"On Monday, Judge William H. Pauley III of United States District Court in Manhattan ruled that MP3tunes could be held liable for contributory infringement...and that Mr. Robertson was liable for infringing tracks he stored on his own account. The case will now go to a trial to determine damages, which could run to tens of millions of dollars." ~ New York Times, August 22, 2011
Of course, Robertson is spinning this as a victory. Really? I'm not sure in which universe being found liable for contributory infringement which could end up in tens of millions of dollars in damages is a victory, but ummm, ok. I guess having destroyed MP3.com with copyright infringement just wasn't enough for Robertson, he now will be destroying MP3tunes as well (not that anyone really uses that service =).
Kevin
7 comments:
Up till now, Ive admired your blogs that exposed Michael Robertson. however, you have chosen to completely ignore the most significant part of the ruling that was a victory, not just for MP3Locker.com but for all unlicensed cloud music services and their potential users. THIS is the real public interest story here, not the fact that MR had some infringing works on his account! You didnt even mention the important part of the ruling at all!
You should have focussed on the public interest story, not your gloating of MR's forthcoming penalty. Dont get me wrong, its the least he deserves but its not the important thing in this story.
Paul,
No one follows my blog for those wider implications, but they do follow it in regards to Robertson's latest ethical violations, which this was. I wasn't commenting about the broader issue (cloud storage, etc.). I agree the DMCA has that all covered. My focus was on how Robertson has yet again been found liable for copyright infringement, which could end up in damages of tens of millions of dollars.
This is exactly why people like Robertson are poor champions of good causes.
I have worked with Robertson at both MP3.com and MP3tunes via Linspire. Robertson has little regard for any law that he thinks he can break and get away with. I've sat in meetings where he told me how he would do things so he doesn't get caught "this time," referring to having learned his lesson in the MP3.com's MASSIVE copyright infringement loss. Not that he learned how to follow the law, but how he learned to not get caught this time (which, apparently, he didn't learn =).
Robertson is the last spokesperson I'd want championing my cause. I'm not a fan of the Patriot Act, but I wouldn't want to have Osama bin Laden be my poster child to have it repealed.
Kevin
Hi Kevin, thanks for the response. I take your point that your blog doesnt focus on the DMCA stuff but rather MR's lack of integrity.

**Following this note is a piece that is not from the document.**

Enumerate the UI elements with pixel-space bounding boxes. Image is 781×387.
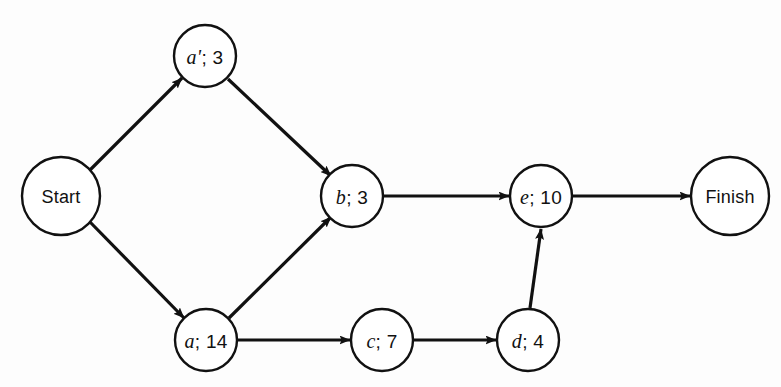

I would say, however, that when i read MR's response, I had assumed the part he was referring to as a success was related to the DMCA ruling rather than that he could be facing yet another multimillion-dollar payout. Perhaps I missed something?!?
Yes, of course that was the part he was referring to, since he certainly wasn't talking about the potential tens of millions of dollars he could be out. Looks like he may have to sell his minivan ;-)
Kevin
very nice...
My conclusion is this, based on my understanding of how a "mp3tunes music locker" works.
You search for music that is stored on another website, you could do this with Google.
mp3tunes lets you essentially bookmark links that you find. Do we sue Firefox, Opera, and Google for allowing users of their browsers to sync their bookmarks to a server controlled by them? After all, you may bookmark a link to "copyright infringing material".
My view is that is what "PROTECT IP", or what I call the, SHRED CONSTITUTION FOR SAKE OF OLD MEDIA is trying to do anyway.
But applying current law to the mp3tunes situation, they haven't done anything wrong. The judge is obviously making up the law as he goes because of rich and powerful old media cartels that bribe corrupt officials such as himself to do this.
daemonfc,
There is one big difference between MP3tunes and Google. Google does NOT MAKE A COPY OF THE FILE. Google search may point you to an illegal music site, but it does NOT make copies of that illegal music. MP3tunes does. It is making a copy of a song for which it has no authority to make that copy. That violates copyright law.
For example, say I put a song by The Beatles on my website. There is ONE copy of that song on MY server. Google may find that song and website, but it ends there. MP3tunes makes a copy of the song to their servers. Where there was one copy of the song, there are now TWO. Did MP3tunes have authority to make that copy? If they didn't, they just broke the law.
Copyright = the "right" to make a "copy." MP3tunes has no such right to be making copies of songs by the Beatles or many other artists. With Google the user is the one who is violating the law, as Google forces the user to make that copy. MP3tunes, however, is more than happy to make that copy to their servers. That's the difference.